Sunday, November 28, 2021

UPON HIS WILL A CANDLE-SNUFFER

Dr. Simmons-Sargent invented an alternative reality machine. Roughly two feet high and two feet wide, with the depth of a deck of cards, it allowed him to leave his present reality and enter one of life’s forking paths, as it were. He could go back and marry not his current wife, Elena, an upstanding woman with a rock-solid ethical basis, but Gina, his most brilliant student and—“incidentally,” she said, though it was anything but—a danzón champion. It helped her escape the daily drudgery of existence. Dr. Simmons-Sargent and Gina had stolen away more than a few times. Once they met under a bridge for “dancing.” Dr. Simmons-Sargent had been taken ill at the time with the ague, in fact been medicated excessively, but it was only ever Gina. What a man he could have been with her! Would have been! He shook himself like a dog drying. No more thoughts of Gina. He could go back to Wales, where he had been born, and stay there and farm. He could go back to that autumn day in 1977 and join his brother’s band instead of continuing on to university. That fateful day, but every day was fateful. Those other versions of him would be realized finally by the alternative reality machine, though they would exist only as round feelings in his soul and still pictures projected upon the two by two by deck of cards frame. Living them all might splinter the mind, he knew, but that’s why he built the machine as a recorder. He could collect them all into a kind of film or novel. But what would that cause? Heartache to the nth degree. He felt upon his will a candle-snuffer. He sent out for an axe and spent the afternoon turning the machine into kindling. The next morning he visited Gina’s grave and got back to work.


[What is being asked] Below are the records; return every line from the one that contains "The height and" to the last, exactly, skipping the pictures.

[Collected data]

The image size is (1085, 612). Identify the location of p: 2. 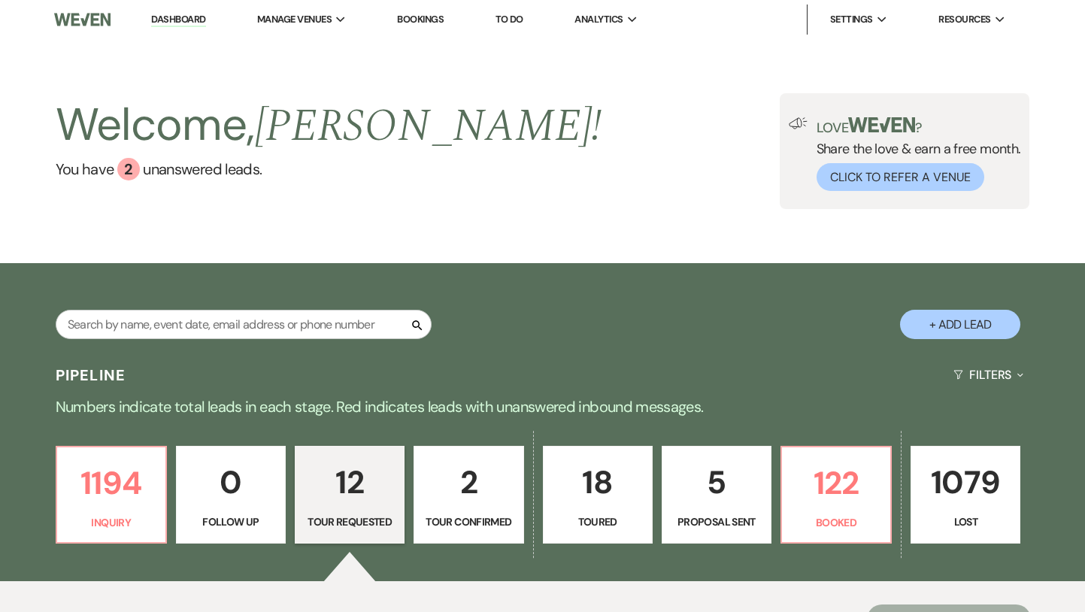
(469, 482).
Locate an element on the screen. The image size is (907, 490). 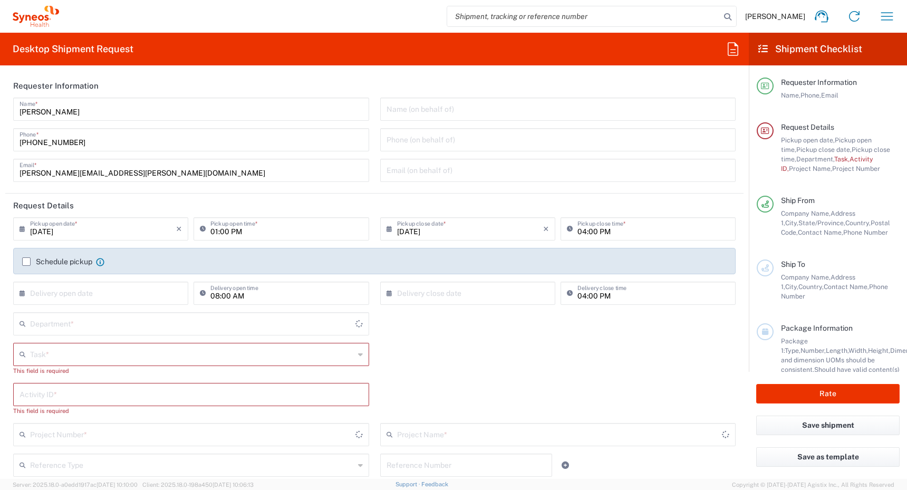
button: Rate is located at coordinates (828, 394).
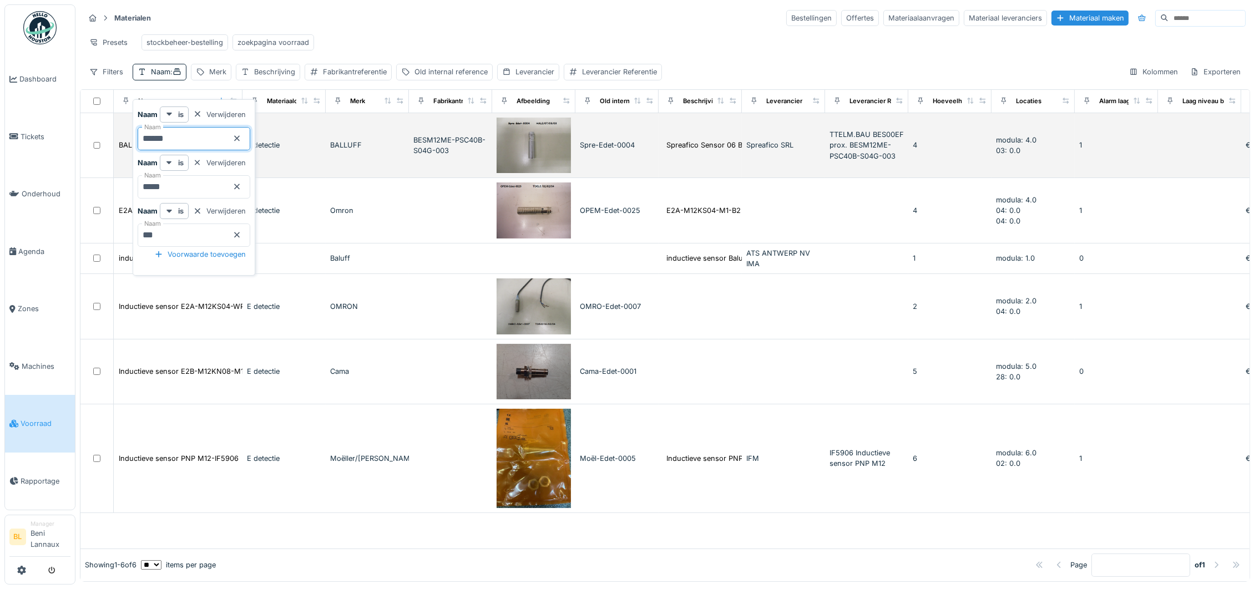 The width and height of the screenshot is (1259, 589). What do you see at coordinates (921, 18) in the screenshot?
I see `div: Materiaalaanvragen` at bounding box center [921, 18].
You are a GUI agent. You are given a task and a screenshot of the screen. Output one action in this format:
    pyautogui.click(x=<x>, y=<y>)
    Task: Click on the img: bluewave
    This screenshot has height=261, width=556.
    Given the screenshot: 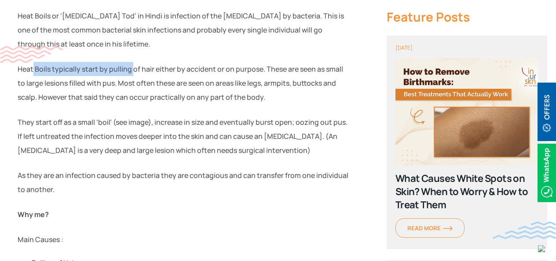 What is the action you would take?
    pyautogui.click(x=525, y=231)
    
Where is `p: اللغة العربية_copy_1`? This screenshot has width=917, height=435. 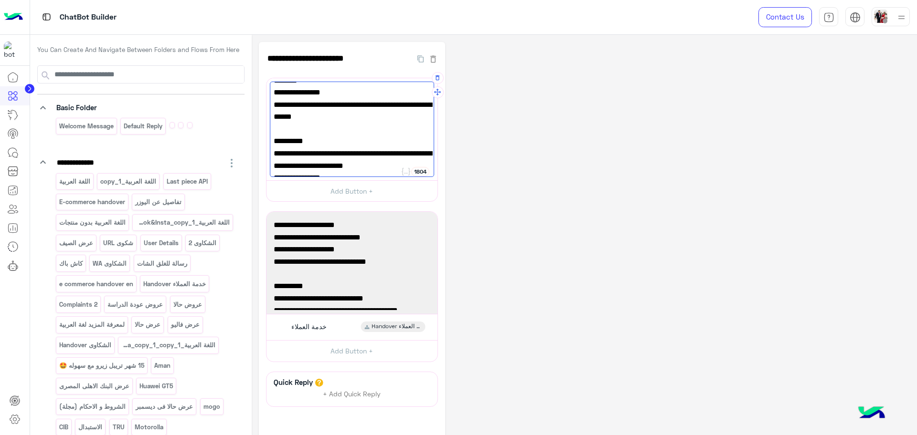 p: اللغة العربية_copy_1 is located at coordinates (128, 181).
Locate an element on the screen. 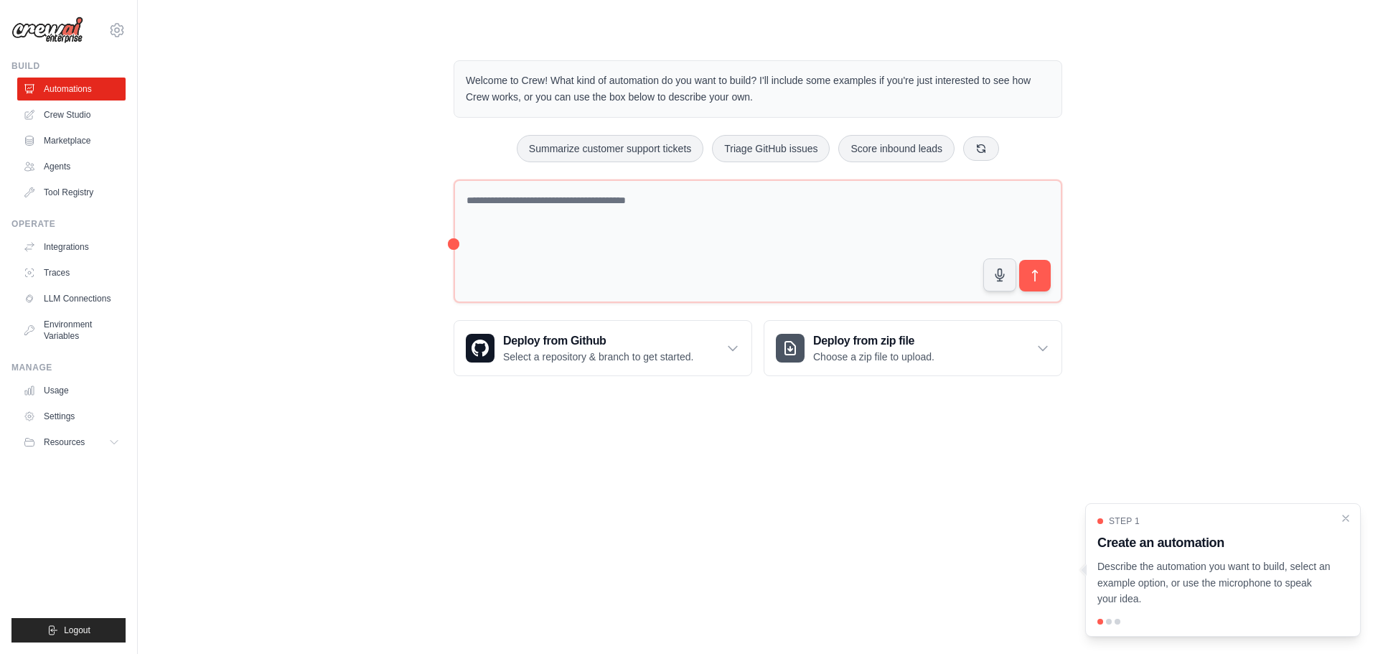 This screenshot has width=1378, height=654. img: Logo is located at coordinates (47, 30).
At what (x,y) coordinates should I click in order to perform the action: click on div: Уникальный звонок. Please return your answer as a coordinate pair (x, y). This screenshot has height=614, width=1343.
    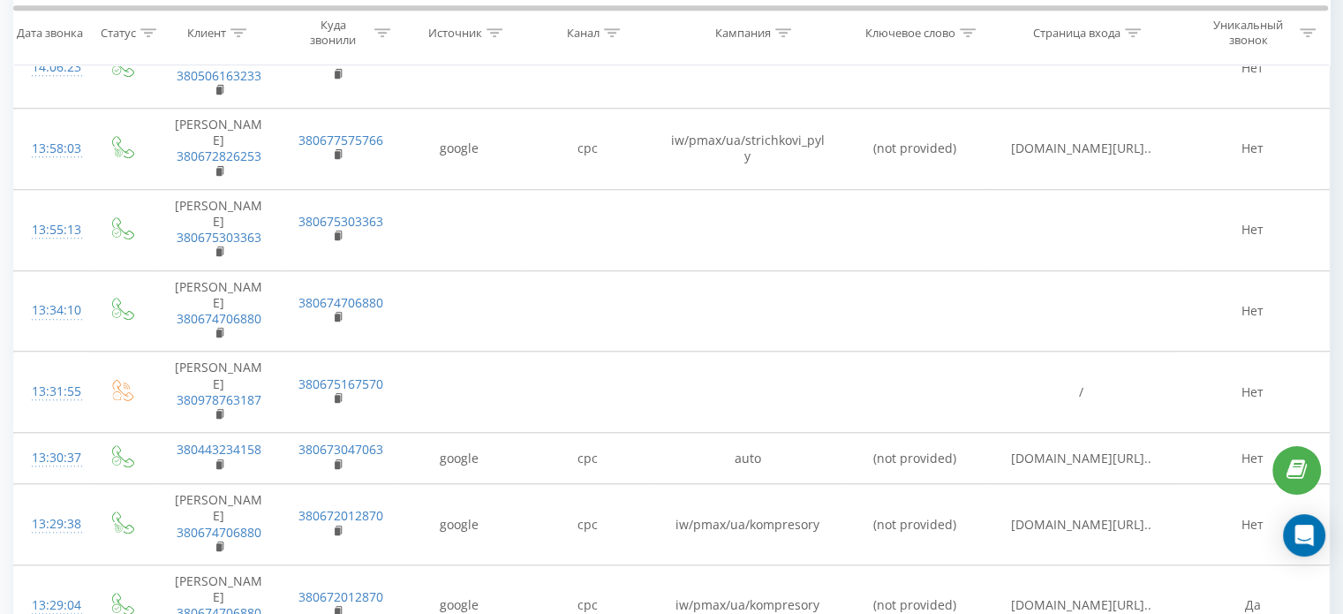
    Looking at the image, I should click on (1248, 34).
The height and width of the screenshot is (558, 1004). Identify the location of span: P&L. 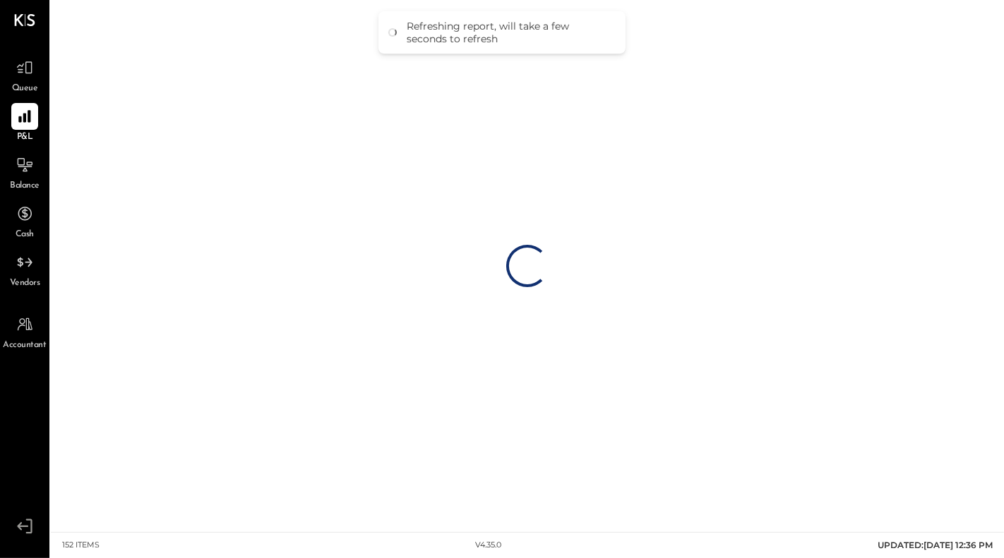
(25, 138).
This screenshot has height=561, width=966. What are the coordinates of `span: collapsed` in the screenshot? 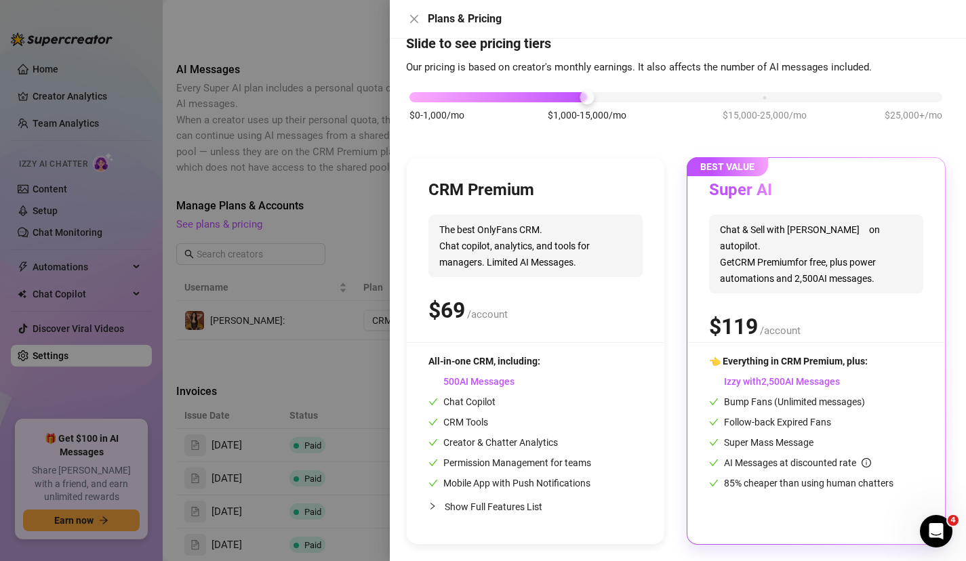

[Finished exercise]
The height and width of the screenshot is (558, 1004). Identify the location of span: P&L. 
(25, 138).
This screenshot has height=561, width=966. What are the coordinates of `span: collapsed` in the screenshot? 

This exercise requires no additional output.